Ugly Love: A Novel(38)



“Come here.” His fingers reach down and wrap around mine, and he begins to pull me behind him.

My pulse is being ridiculous. It’s sad, really.

They’re just fingers, Tate. Don’t let them affect you like this.

He continues walking until he reaches a wooden trifold screen, decorated with Asian writing on the outside. It’s the kind of screen people place in the corners of bedrooms. I never understood them. My mother has one, and I doubt she’s ever once stepped behind it to change clothes.

“What are you doing?” I ask him.

He turns and faces me, still holding on to my hand. He grins and steps behind the screen, pulling me with him so we’re both shielded from the rest of the store. I can’t help but laugh, because it feels like we’re in high school, hiding from the teacher.

His finger meets my lips. “Shh,” he whispers, smiling down at me while he stares at my mouth.

I immediately stop laughing but not because I don’t find this amusing anymore. I stop laughing because as soon as his finger is pressed against my lips, I forget how to laugh.

I forget everything.

Right now, the only thing I can focus on is his finger as it slides softly down my mouth and chin. His eyes follow the tip of his finger as it keeps moving, trailing gently down my throat, all the way to my chest, down, down, down to my stomach.

That one finger feels as if it’s touching me with the sensation of a thousand hands. My lungs and their inability to keep up are signs of that.

His eyes are still focused on his finger as it comes to a pause at the top of my jeans, right above the button. His finger isn’t even making contact with my skin, but you wouldn’t know that based on the rapid response of my pulse. His entire hand comes into play now as he lightly traces my stomach over the top of my shirt until his hand meets my waist. Both of his hands grip my hips and pull me forward, securing me against him.

His eyes close briefly, and when he opens them again, he’s no longer looking down. He’s looking straight at me.

“I’ve been wanting to kiss you since you walked through my front door today,” he says.

His confession makes me smile. “You have incredible patience.”

His right hand leaves my hip, and he brings it up to the side of my head, touching my hair as softly as possible. He begins to shake his head in slow disagreement. “If I had incredible patience, you wouldn’t be with me right now.”

I latch on to that sentence and immediately try to figure out the meaning behind it, but the second his lips touch mine, I’m no longer interested in the words that left his mouth. I’m only interested in his mouth and how it feels when it invades mine.

His kiss is slow and calm—the complete opposite of my pulse. His right hand moves to the back of my head, and his left hand slips around to my lower back. He explores my mouth patiently, as if he plans on keeping me behind this partition for the rest of the day.

I’m summoning every last bit of willpower I can find in order to keep myself from wrapping my arms and legs around him. I’m trying to find the patience he somehow shows, but it’s hard when his fingers and hands and lips can pull these kinds of physical reactions out of me.

The door to the back room opens, and the click of the saleswoman’s heels can be heard against the floor. He stops kissing me, and my heart cries out. Luckily, the cry can only be felt, not heard.

Rather than pulling away to walk back to the counter, he brings both his hands to my face and holds me still while he looks at me in silence for several seconds. His thumbs brush lightly across my jaw, and he releases a soft breath. His brows furrow, and his eyes close. He presses his forehead to mine, still holding on to my face, and I can feel his internal struggle.

“Tate.”

He says my name so quietly I can feel his regret in the words he hasn’t even spoken yet. “I like . . .” He opens his eyes and looks at me. “I like kissing you, Tate.”

I don’t know why that sentence seemed hard for him to say, but his voice trailed off toward the end as though he was attempting to stop himself from finishing his words.

As soon as the sentence leaves his mouth, he releases me and quickly steps around the partition as if he’s trying to escape from his own confession.

I like kissing you, Tate.

Despite the regret I think he feels for saying them, I’m pretty sure I’ll be silently repeating those words for the rest of the day.

I spend a good ten minutes mindlessly browsing, running his compliment through my head over and over while I wait for him to finish his transaction. He’s handing over his credit card when I reach the counter.

“We’ll have these delivered within the hour,” the saleswoman says. She hands him back his credit card and begins to take the bags off the counter to place them behind her. He takes one of the bags from her when she begins to lift it. “I’ll take this one,” he says.

He turns and faces me. “Ready?”

We make our way outside, and it somehow feels as if it dropped twenty degrees since we were last out here. That may just be because he made things seem a lot warmer inside.

We reach the corner, and I begin to head back in the direction of the apartment complex, but I notice he’s stopped walking. I turn around, and he’s pulling something out of the bag he’s holding. He tears away a tag, and a blanket unfolds.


### [Aim of the task]
Word for word, transcribe every line from the one holding "Find the location" through the end of the records, but not the pictures.

Collected data:
■ ■ ■ ■ ■ ■ ■

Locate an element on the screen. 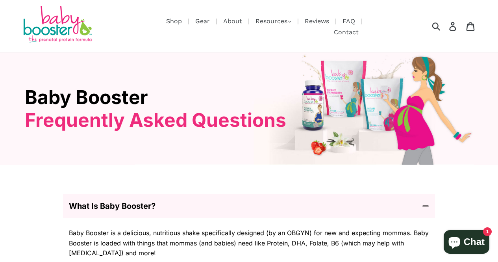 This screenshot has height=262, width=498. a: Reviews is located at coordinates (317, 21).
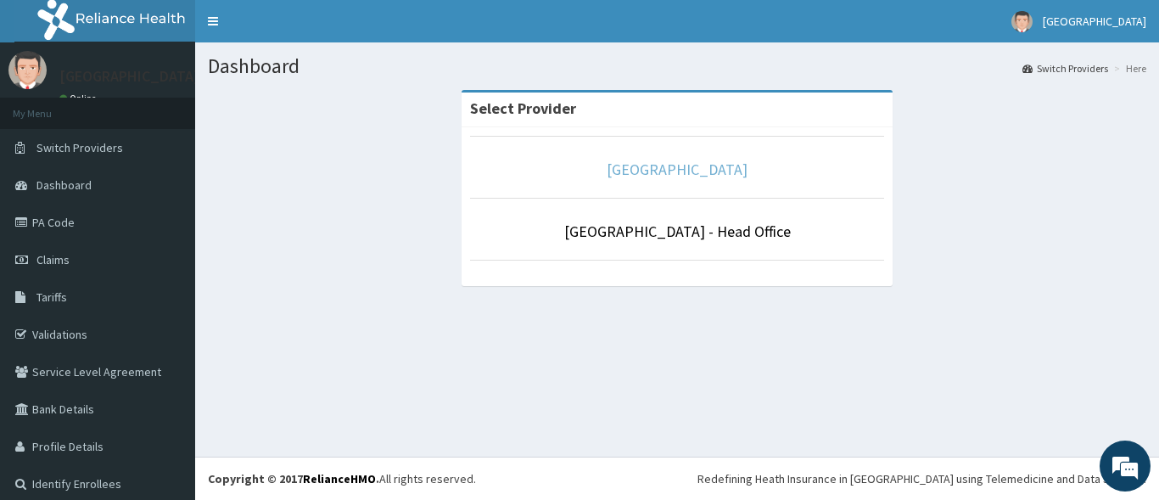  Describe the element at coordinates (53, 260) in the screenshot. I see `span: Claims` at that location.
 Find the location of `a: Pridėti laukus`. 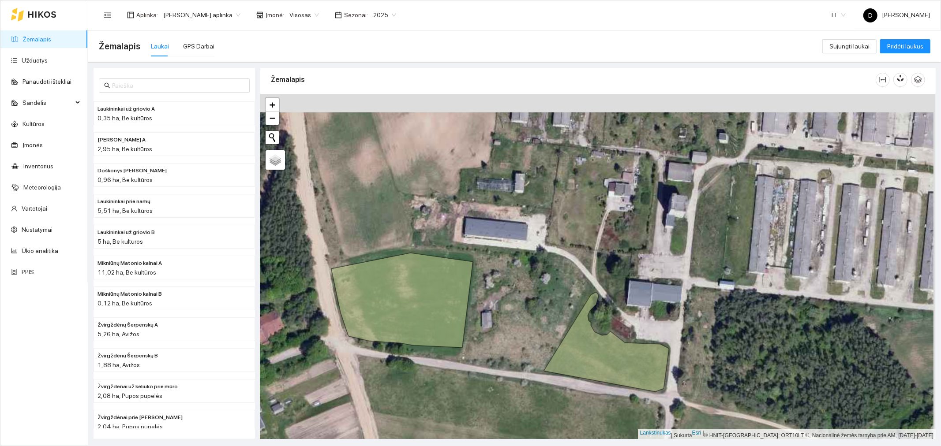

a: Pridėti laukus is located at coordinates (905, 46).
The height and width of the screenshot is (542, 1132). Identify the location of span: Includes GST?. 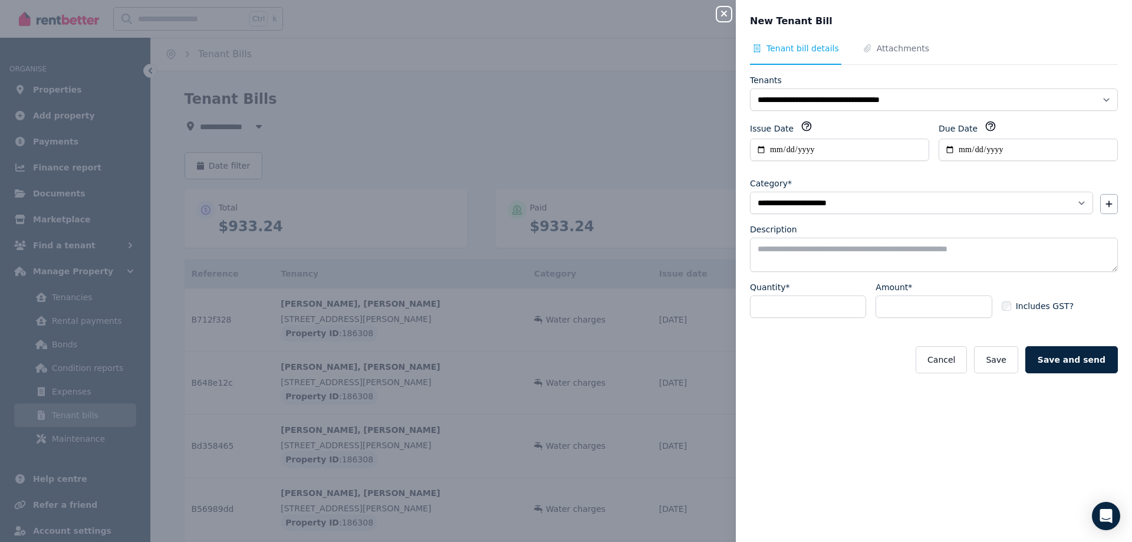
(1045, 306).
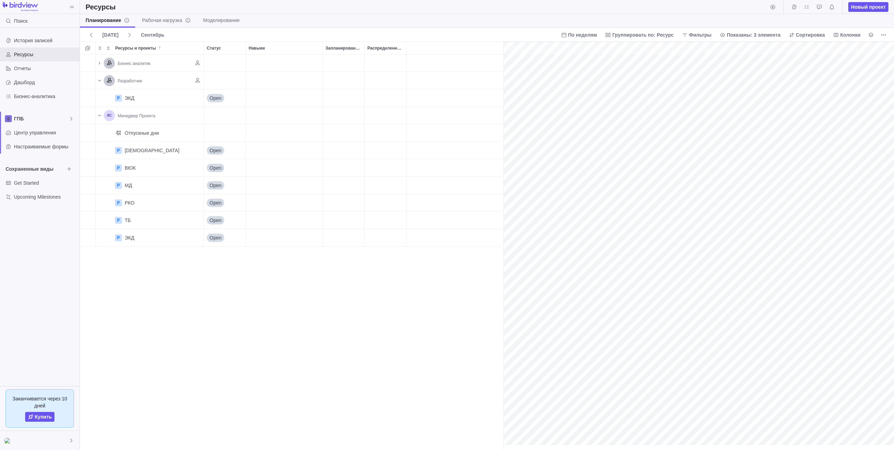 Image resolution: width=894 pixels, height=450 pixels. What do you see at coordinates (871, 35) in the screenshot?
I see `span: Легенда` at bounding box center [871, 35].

■ ■ ■ ■ ■ ■ ■

### [Expected output]
 Find the location of `a: Pridėti laukus`. 

a: Pridėti laukus is located at coordinates (905, 46).
The height and width of the screenshot is (542, 1132). Identify the location of span: Includes GST?. 
(1045, 306).
 Image resolution: width=894 pixels, height=450 pixels. What do you see at coordinates (871, 35) in the screenshot?
I see `span: Легенда` at bounding box center [871, 35].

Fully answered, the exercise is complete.